Information Sheet

 

 

R         Pratt, Benjamin Franklin, 1843‑1898.

329                  Letters, 1861‑1862.

                                    One folder, photocopies.

 

 

 

These are Civil War letters written at Rolla in Phelps County, Missouri, by Benjamin F. Pratt of the 13th Illinois In­fantry.  Pratt commented on the march to and skirmish at Linn Creek in Cam­den County, camp life, rations, and sickness.

 

Benjamin Franklin Pratt was a son of Truman Pratt and Rebecca Warner Whitney Pratt, both of Maine.  They moved to Illinois in the 1840s.  Truman died in 1844 and Rebecca in 1847.  Ben­jamin was taken in and raised by his older brother, Truman Leonard Pratt, and T. L.’s wife.

 

The 13th Illinois lnfantry was organized April‑May 1861 at Dixon, Illinois, by Col. John B. Wy­man.  It was posted at Rolla, Missouri, from June to October 1861, when it was ordered to join Gen. John C. Frémont's army advancing on Springfield.  En route, Wyman’s brigade skir­mished with the enemy at Wet Glaize and Linn Creek in Camden County on October 13 and 15, respec­tively.  The 13th Illinois returned to Rolla when Frémont’s army was dispersed in Novem­ber 1861.  The regiment remained at the railhead until March 1862, when it was or­dered to join the Army of the Southwest after the Battle of Pea Ridge, Arkansas.

 

Copies of three of Benjamin Pratt’s wartime letters have survived.  The three are dated No­vember 1861 ‑‑ January 1862.  All were written at Rolla and are addressed to Benjamin’s brother, Truman Leonard Pratt, a captain in another Illinois regiment.  The letters are brief but quite newsy.  Pratt commented on the skirmishes at Wet Glaize and Linn Creek, the march to Spring­field and return to Rolla, sickness in the regiment, cooking arrangements, ra­tions and tents.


- TASK OBJECTIVE
Pull every line that includes the word "output" from the data.

- DATA SECTION

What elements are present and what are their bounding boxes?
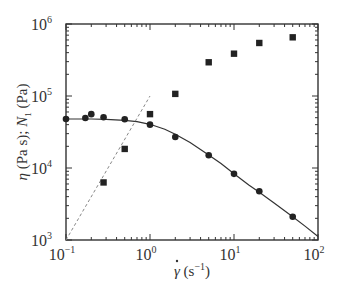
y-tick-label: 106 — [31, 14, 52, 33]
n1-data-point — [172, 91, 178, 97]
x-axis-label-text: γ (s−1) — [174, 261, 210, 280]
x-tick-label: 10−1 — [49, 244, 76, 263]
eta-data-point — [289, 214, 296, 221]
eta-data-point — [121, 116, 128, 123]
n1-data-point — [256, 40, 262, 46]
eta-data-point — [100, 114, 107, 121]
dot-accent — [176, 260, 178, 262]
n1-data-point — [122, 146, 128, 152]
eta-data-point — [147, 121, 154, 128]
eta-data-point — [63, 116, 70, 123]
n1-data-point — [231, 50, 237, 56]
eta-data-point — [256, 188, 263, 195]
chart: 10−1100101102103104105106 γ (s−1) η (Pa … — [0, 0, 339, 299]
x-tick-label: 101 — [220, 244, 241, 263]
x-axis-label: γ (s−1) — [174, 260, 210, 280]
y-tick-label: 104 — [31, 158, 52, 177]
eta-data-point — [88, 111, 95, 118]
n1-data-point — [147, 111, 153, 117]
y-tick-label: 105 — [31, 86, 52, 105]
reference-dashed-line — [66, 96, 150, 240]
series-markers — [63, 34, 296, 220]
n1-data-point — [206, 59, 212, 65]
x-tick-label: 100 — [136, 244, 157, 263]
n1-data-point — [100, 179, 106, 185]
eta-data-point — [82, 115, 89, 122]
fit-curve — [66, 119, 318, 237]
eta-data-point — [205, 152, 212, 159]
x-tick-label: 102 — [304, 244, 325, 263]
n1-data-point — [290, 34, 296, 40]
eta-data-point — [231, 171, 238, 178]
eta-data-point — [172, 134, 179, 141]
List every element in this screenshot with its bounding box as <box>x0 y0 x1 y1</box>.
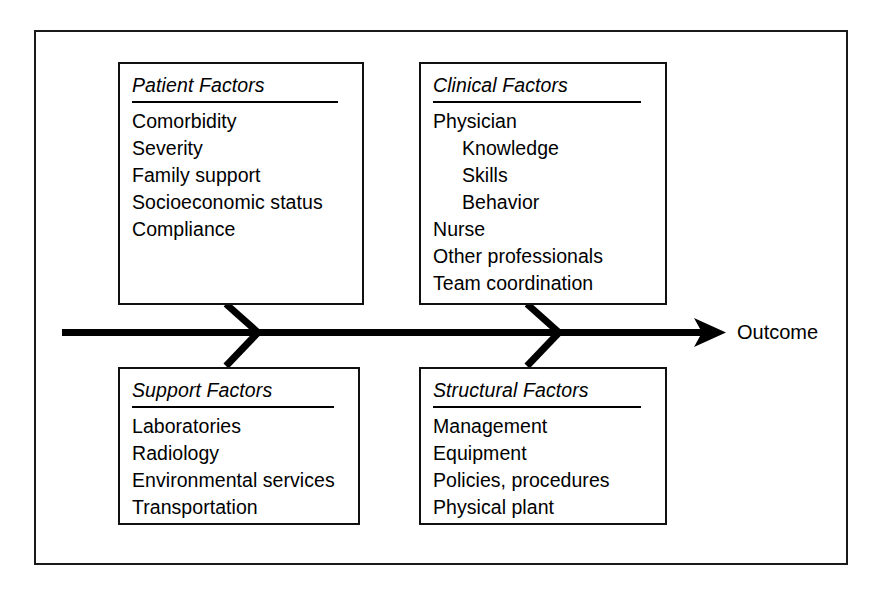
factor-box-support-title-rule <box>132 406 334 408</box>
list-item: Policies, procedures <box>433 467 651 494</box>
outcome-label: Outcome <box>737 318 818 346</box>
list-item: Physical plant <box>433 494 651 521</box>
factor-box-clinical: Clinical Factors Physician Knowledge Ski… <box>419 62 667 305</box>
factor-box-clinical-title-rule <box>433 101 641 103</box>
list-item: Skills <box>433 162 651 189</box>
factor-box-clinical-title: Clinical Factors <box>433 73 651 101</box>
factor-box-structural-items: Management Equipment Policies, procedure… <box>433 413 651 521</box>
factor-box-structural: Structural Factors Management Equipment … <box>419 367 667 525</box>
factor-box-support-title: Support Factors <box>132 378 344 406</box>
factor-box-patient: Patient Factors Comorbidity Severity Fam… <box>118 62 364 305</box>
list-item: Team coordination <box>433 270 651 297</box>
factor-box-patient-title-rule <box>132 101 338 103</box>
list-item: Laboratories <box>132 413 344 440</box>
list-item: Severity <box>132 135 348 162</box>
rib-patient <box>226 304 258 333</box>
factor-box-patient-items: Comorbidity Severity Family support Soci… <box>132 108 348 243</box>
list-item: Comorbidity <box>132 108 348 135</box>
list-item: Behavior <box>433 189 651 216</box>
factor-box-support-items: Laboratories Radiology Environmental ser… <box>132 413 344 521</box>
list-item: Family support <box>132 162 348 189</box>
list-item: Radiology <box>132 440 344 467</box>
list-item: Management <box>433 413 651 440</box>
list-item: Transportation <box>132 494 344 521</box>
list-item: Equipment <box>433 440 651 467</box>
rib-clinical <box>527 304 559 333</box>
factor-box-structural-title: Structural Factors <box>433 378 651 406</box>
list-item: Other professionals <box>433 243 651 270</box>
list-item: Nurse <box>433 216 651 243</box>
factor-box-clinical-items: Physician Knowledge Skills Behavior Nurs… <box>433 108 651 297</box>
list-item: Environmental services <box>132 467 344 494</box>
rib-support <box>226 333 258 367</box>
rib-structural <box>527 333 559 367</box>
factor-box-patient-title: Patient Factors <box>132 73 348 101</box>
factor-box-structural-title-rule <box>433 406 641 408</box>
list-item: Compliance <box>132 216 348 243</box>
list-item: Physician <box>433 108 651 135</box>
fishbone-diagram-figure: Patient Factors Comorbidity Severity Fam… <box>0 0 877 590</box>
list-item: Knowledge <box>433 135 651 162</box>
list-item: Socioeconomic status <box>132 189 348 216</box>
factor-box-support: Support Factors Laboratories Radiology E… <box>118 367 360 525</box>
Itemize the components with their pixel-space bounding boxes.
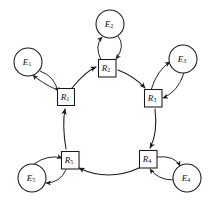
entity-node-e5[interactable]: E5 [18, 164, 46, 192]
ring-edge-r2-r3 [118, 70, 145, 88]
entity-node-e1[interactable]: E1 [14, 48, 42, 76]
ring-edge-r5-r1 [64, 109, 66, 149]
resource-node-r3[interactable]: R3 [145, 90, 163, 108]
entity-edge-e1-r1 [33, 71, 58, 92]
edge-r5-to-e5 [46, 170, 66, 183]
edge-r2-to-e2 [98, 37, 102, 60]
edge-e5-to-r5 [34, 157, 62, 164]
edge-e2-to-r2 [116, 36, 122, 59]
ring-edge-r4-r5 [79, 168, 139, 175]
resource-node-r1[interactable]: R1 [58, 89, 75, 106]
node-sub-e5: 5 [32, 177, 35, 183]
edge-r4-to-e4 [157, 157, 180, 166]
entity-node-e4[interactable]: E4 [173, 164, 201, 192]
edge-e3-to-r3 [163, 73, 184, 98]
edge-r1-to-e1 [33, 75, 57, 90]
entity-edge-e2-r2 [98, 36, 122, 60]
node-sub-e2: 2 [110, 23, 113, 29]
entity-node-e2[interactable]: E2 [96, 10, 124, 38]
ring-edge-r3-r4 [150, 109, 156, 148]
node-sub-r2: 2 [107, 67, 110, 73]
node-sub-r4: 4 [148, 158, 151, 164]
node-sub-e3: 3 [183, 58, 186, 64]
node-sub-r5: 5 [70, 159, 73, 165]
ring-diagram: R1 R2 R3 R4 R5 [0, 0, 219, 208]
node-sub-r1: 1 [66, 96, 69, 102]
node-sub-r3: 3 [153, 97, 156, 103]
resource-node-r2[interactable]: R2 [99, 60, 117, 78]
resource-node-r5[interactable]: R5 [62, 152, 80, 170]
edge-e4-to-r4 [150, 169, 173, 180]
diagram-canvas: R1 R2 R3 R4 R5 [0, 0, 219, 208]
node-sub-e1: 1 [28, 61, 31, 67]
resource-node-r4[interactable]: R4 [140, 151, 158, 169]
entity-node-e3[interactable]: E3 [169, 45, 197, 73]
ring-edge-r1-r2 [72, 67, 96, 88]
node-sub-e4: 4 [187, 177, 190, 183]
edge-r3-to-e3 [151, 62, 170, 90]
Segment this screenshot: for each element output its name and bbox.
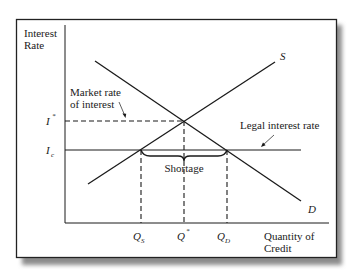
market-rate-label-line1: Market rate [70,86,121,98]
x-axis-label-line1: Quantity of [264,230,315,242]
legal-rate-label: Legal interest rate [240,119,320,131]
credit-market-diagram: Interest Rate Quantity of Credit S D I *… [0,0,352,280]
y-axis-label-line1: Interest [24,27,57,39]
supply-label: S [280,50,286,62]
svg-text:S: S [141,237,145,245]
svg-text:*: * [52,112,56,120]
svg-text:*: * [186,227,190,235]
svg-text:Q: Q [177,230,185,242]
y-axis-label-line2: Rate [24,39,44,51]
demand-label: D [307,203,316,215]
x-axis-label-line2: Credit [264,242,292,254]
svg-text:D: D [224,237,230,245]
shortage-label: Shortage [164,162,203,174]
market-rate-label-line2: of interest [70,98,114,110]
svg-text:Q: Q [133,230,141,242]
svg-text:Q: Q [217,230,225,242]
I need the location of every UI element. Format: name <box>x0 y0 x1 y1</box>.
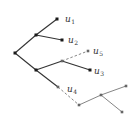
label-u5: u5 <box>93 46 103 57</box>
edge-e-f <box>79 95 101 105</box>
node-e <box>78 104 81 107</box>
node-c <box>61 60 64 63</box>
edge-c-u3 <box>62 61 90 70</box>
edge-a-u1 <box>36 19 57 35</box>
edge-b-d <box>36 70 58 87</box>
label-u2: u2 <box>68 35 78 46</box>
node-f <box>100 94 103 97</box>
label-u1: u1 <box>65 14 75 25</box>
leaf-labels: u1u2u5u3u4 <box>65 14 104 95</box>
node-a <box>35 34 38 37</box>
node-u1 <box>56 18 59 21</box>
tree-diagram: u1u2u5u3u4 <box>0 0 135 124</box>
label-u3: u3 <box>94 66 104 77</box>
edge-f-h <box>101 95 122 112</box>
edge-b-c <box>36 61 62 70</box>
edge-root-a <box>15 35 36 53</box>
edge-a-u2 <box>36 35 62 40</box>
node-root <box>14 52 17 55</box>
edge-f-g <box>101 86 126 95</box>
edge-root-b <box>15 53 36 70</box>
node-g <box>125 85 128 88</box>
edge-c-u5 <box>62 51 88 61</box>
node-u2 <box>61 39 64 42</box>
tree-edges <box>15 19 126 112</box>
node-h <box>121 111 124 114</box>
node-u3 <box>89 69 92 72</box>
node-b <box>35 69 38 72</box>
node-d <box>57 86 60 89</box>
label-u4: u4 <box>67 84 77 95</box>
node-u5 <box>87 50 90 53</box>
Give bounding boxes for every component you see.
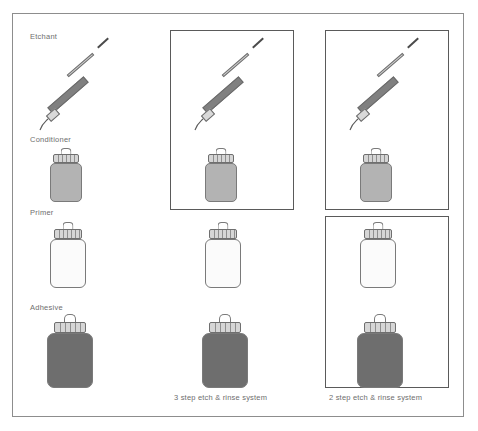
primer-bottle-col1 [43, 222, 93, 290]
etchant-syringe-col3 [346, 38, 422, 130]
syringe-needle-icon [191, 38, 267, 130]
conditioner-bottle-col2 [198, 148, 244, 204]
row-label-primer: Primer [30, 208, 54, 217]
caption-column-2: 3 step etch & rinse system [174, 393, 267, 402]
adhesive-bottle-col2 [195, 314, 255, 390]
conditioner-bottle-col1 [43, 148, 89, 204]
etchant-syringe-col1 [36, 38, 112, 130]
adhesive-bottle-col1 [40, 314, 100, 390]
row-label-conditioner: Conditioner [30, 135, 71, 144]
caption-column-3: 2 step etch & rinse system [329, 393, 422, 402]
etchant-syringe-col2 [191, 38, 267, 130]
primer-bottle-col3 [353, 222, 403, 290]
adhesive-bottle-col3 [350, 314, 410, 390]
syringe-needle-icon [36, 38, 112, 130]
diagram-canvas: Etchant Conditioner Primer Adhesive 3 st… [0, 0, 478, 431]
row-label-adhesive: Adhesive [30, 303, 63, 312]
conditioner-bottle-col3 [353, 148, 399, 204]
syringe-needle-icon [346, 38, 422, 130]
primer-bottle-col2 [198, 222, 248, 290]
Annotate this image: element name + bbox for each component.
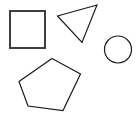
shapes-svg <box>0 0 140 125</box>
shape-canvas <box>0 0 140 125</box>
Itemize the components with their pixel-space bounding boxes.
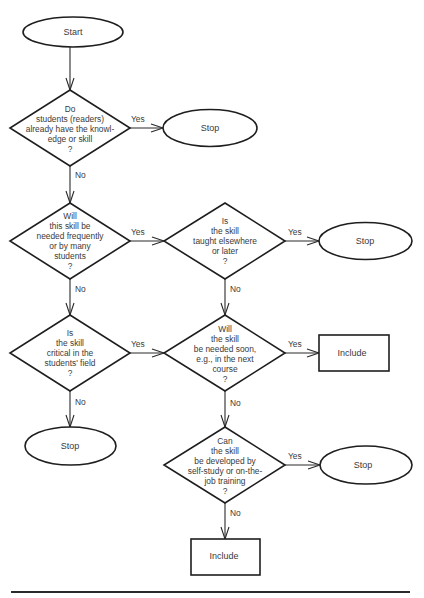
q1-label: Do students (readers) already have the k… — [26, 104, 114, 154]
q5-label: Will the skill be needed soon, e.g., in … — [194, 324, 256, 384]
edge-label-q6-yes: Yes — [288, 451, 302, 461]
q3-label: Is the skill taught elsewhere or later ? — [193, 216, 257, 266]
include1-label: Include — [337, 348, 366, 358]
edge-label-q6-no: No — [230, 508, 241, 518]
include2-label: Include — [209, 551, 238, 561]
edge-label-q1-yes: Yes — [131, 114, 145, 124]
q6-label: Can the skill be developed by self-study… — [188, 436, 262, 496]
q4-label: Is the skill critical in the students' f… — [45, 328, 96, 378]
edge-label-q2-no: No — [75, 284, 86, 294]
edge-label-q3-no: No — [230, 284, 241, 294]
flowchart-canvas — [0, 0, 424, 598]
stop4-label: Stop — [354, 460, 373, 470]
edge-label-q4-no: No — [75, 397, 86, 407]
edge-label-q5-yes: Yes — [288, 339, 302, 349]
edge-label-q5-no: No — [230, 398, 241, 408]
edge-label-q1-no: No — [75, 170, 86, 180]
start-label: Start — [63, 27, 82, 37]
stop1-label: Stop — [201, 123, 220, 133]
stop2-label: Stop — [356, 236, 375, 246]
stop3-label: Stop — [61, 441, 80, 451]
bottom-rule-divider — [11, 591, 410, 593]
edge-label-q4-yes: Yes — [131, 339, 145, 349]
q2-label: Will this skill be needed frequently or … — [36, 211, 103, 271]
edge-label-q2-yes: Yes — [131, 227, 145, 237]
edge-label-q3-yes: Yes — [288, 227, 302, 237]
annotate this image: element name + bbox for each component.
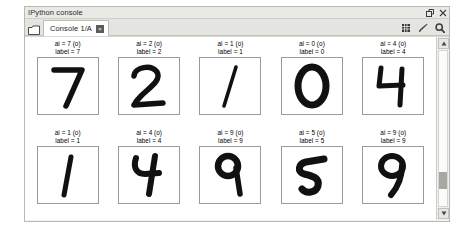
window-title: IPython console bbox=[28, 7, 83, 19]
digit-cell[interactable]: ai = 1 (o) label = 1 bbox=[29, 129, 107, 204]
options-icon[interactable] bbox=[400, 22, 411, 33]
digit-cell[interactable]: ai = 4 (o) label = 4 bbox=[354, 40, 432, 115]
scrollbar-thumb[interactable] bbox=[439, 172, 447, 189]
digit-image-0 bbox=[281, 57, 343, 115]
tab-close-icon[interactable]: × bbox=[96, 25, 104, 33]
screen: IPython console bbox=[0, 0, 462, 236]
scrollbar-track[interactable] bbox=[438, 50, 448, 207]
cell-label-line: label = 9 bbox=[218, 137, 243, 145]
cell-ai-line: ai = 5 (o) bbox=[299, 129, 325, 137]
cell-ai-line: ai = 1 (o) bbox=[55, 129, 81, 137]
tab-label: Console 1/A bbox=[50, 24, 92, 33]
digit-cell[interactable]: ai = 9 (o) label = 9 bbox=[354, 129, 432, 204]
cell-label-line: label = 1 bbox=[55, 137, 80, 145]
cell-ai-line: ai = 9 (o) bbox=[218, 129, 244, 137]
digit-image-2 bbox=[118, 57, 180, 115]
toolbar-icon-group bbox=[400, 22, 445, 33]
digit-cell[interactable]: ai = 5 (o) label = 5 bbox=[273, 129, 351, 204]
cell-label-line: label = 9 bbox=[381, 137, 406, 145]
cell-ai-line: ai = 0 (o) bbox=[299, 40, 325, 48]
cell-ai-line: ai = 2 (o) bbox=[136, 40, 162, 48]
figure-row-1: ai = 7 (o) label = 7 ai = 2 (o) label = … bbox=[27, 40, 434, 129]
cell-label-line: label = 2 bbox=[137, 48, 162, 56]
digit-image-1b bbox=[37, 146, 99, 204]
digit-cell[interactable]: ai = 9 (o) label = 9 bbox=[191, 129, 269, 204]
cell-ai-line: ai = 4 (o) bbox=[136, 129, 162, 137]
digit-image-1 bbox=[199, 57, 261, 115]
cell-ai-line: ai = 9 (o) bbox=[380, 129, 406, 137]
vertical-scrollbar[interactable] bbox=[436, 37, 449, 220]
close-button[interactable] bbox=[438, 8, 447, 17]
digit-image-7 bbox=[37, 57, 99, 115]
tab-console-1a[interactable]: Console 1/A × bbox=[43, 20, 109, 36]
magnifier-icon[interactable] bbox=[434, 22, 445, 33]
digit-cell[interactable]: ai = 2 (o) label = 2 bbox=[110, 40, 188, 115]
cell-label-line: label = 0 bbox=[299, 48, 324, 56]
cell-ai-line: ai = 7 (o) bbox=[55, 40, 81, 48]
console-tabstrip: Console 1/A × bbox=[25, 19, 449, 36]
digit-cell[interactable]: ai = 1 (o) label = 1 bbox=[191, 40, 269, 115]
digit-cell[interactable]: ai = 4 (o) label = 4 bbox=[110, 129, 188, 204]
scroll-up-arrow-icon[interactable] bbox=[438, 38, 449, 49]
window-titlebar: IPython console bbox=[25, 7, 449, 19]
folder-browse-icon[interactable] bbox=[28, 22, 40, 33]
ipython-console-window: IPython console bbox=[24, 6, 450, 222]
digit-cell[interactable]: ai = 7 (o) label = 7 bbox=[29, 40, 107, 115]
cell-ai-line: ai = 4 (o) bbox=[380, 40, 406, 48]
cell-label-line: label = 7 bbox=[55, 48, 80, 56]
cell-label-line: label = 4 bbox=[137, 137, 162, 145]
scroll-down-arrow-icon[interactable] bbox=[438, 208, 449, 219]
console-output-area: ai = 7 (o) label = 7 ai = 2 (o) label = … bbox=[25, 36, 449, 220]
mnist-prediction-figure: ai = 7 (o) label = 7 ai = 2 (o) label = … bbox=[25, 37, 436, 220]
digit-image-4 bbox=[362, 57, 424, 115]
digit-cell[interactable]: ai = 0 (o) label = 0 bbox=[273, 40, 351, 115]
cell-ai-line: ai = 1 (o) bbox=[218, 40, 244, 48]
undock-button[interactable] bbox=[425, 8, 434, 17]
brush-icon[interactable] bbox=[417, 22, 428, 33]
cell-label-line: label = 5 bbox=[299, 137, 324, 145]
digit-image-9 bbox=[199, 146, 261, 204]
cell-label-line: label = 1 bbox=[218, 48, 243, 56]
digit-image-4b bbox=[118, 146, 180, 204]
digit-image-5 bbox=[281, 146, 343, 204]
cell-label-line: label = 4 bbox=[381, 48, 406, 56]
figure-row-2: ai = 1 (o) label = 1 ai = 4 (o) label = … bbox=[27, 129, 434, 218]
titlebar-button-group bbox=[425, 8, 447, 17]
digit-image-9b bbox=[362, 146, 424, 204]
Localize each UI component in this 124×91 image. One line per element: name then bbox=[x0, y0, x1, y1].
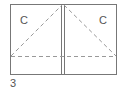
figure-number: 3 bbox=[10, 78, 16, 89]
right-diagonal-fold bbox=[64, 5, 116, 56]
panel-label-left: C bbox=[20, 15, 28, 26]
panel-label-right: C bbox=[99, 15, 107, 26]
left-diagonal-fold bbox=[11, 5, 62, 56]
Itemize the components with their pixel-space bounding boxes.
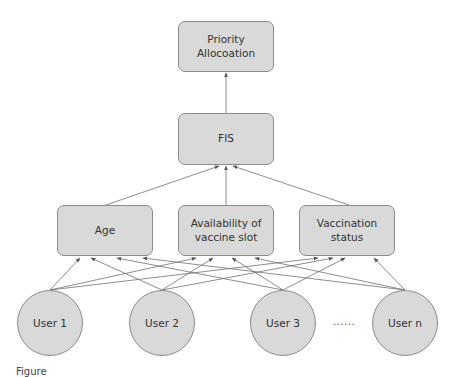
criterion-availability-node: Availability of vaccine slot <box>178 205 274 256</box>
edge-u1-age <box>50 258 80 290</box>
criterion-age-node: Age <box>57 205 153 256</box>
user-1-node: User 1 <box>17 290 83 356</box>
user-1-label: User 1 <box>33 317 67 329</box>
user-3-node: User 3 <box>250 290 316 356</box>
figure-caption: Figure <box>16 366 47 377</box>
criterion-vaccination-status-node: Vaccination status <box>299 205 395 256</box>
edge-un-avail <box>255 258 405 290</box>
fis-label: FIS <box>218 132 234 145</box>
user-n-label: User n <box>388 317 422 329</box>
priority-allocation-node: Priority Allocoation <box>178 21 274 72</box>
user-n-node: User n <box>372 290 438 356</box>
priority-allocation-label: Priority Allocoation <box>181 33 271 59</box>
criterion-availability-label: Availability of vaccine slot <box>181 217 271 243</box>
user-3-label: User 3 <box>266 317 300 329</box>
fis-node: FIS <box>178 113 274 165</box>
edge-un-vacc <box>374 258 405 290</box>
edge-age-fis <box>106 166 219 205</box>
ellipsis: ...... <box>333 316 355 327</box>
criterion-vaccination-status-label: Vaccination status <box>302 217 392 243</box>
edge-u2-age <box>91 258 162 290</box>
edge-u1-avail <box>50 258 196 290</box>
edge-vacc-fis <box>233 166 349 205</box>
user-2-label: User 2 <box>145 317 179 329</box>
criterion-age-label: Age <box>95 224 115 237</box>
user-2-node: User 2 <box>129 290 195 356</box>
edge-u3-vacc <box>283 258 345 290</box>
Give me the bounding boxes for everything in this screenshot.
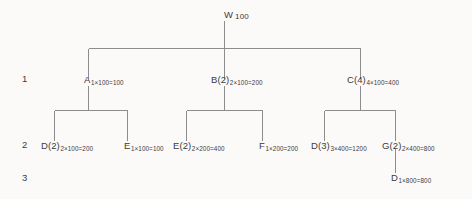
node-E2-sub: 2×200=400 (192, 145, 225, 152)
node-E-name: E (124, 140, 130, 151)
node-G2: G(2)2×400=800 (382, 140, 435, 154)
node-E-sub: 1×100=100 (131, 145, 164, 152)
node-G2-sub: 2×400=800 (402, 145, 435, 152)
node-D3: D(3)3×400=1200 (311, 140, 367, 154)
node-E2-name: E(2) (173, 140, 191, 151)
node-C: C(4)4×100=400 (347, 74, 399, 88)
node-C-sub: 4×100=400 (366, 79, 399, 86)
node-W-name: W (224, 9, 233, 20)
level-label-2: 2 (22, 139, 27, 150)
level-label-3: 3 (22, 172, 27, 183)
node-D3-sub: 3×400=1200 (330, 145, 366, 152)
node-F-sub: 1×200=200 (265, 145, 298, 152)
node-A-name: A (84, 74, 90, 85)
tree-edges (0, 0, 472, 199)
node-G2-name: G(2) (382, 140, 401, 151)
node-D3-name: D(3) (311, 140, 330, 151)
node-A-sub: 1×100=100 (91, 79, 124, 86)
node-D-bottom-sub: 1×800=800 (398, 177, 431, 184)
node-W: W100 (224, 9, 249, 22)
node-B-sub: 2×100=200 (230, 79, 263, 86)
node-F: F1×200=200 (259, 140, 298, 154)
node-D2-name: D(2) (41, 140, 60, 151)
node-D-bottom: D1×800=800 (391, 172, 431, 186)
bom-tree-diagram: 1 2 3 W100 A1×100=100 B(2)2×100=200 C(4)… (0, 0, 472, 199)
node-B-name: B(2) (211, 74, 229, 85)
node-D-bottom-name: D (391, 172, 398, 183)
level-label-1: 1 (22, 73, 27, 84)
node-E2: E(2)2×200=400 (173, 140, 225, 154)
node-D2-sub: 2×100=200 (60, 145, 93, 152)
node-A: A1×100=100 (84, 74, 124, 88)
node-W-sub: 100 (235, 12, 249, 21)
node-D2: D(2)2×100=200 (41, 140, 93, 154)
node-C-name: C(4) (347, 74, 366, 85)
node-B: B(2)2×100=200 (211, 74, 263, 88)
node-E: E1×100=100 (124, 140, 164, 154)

- SOLUTION TO THIS TASK
Segment this screenshot: for each element output its name and bbox.
console-output-area: ai = 7 (o) label = 7 ai = 2 (o) label = … bbox=[25, 36, 449, 220]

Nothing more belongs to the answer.